For the second time, I almost turned around.

Then I felt the slight breeze hitting my cheeks. But it wasn’t coming through the open door and down the stairs. It was blowing at me from the direction of the empty shelves. Moving fast now, I crossed to them, shining my light, seeing thick dust, and then fingerprints on the right side.

I reached out and tugged. The shelf barely moved. I set my pistol and flashlight down and grabbed it with both hands. The entire unit came free of the wall and swung toward me, moaning on rusting hinges.

“Alex?” Bree whispered over the radio. “I called Montgomery—”

I snatched up my radio, whispered, “Come back.”

Nothing.

“Bree?”

Nothing.

I hesitated, ducked down into the narrow, low-ceilinged tunnel, and tried again. “Bree?”

But all I got in return that time was static.

Chapter

73

Outside in the mist, Bree clicked on the Transmit button of her radio again but got zero. Her unit had died. She set it down on an old picnic table and hesitated, wondering whether to call Alex on his cell.

But then she heard something and all thoughts of calling her husband disappeared. It had been a brief noise that seemed to come from inside the old barn. Gun up, she angled fast through the high grass toward the near front corner of the sagging structure. Had that noise been the breeze whistling softly through the decrepit building? Or a muffled cry of desperation?

She stopped, listening, and then heard it again, short and almost squeaky, as if she was catching only the highest part of a longer cry.

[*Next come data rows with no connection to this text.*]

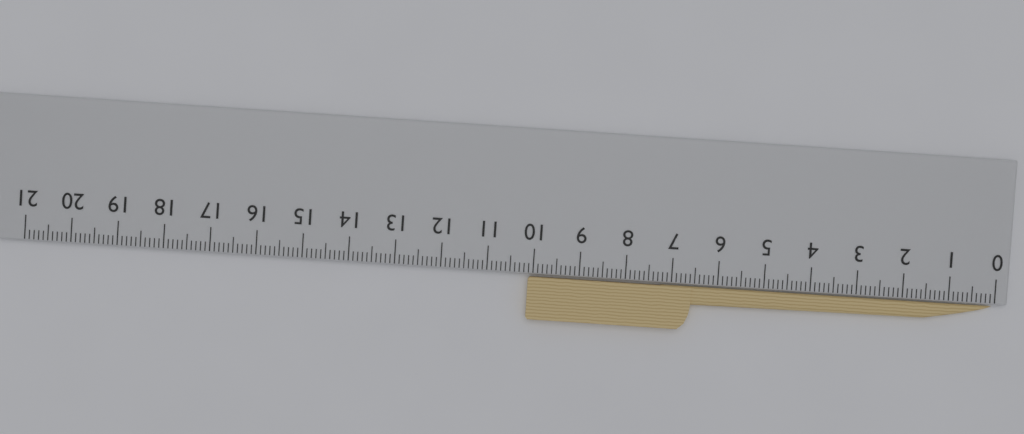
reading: 10.1 cm
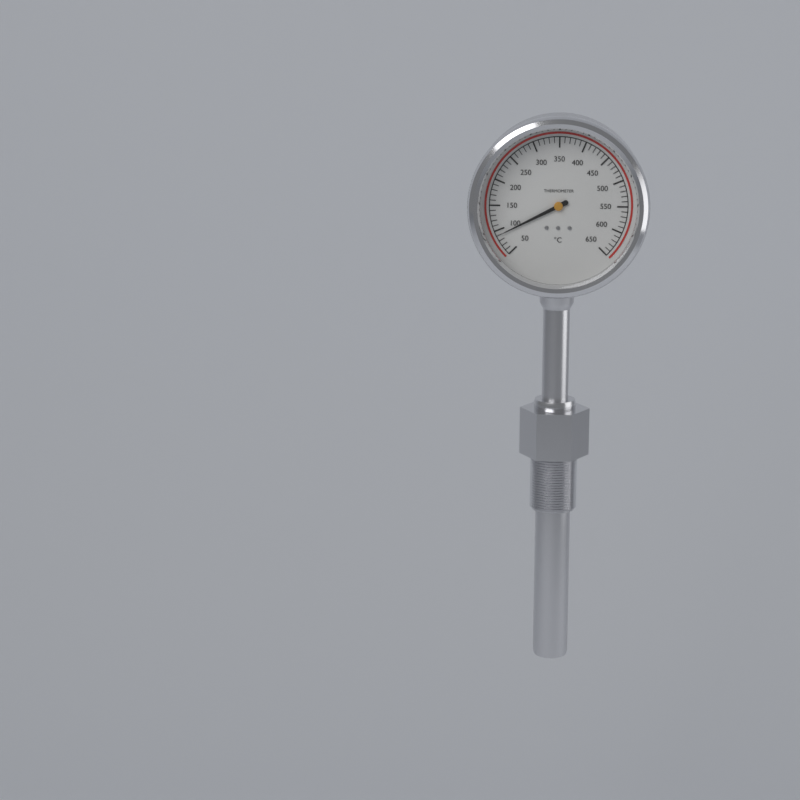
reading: 90 °C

Up close, she could see how the barn had come off the sills and foundation in places. Was it safe?

The cry came a third time, louder, and Bree turned selfless. She was here to save those children from a madman. Nothing less would do.

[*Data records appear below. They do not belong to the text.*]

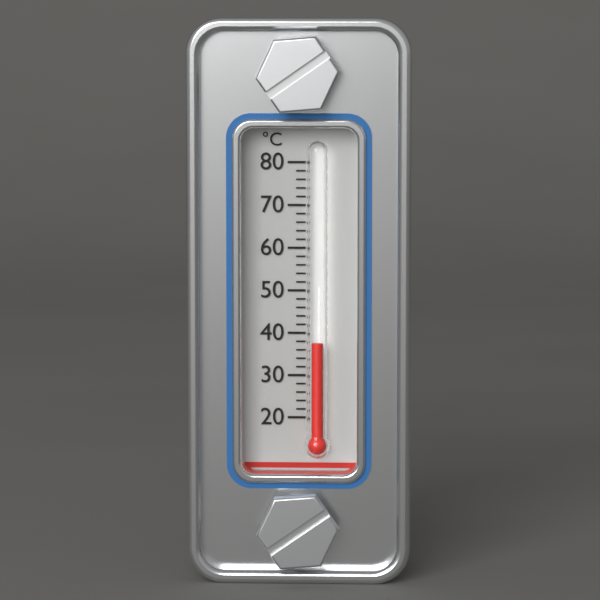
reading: 38 °C
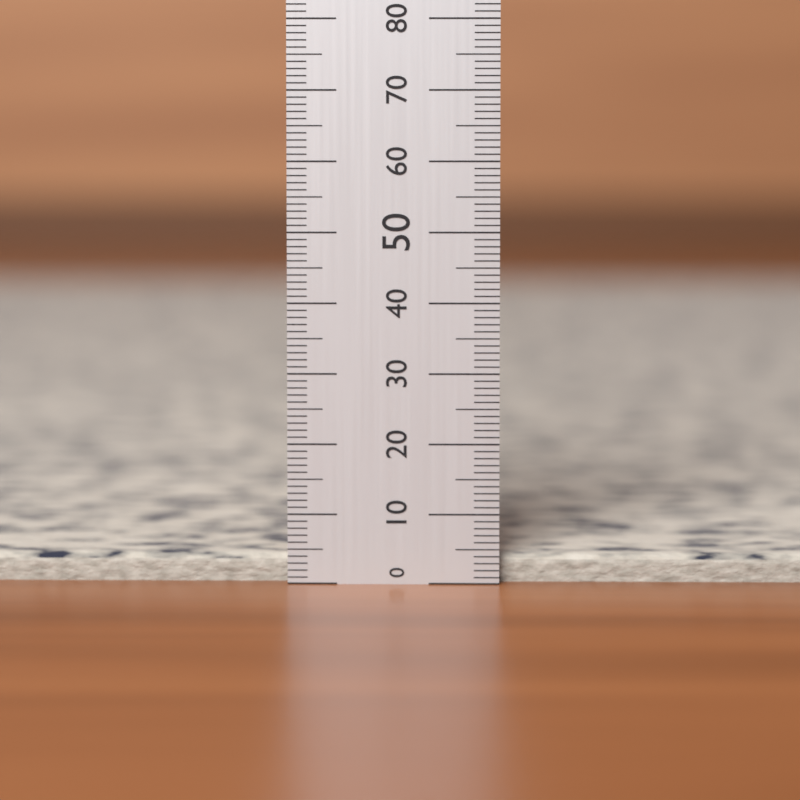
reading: 4 (no unit)
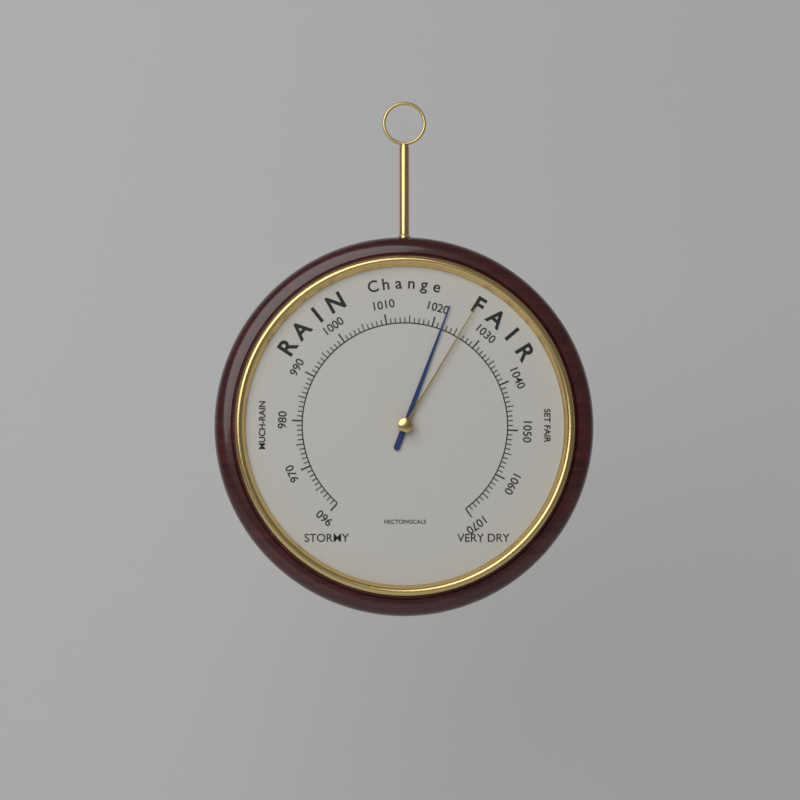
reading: 1022 hPa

She rounded the corner toward a set of big sliding doors and tried to push one open. It moved about eight inches before jamming in the mud. But it was enough for her to squeeze through into a dim space that smelled of old hay and spoiled leather.

Pigeons flushed from roosts on the beams above her and fled for that burned hole in the roof. Bree got out her Maglite and shined it around, seeing a loft, and a trail where lightning had spiraled from the roof down a massive wooden support post and scorched the floorboards.

The noise came louder now. Bree recognized words.

“Please!” Cam Nguyen was crying. “Please!”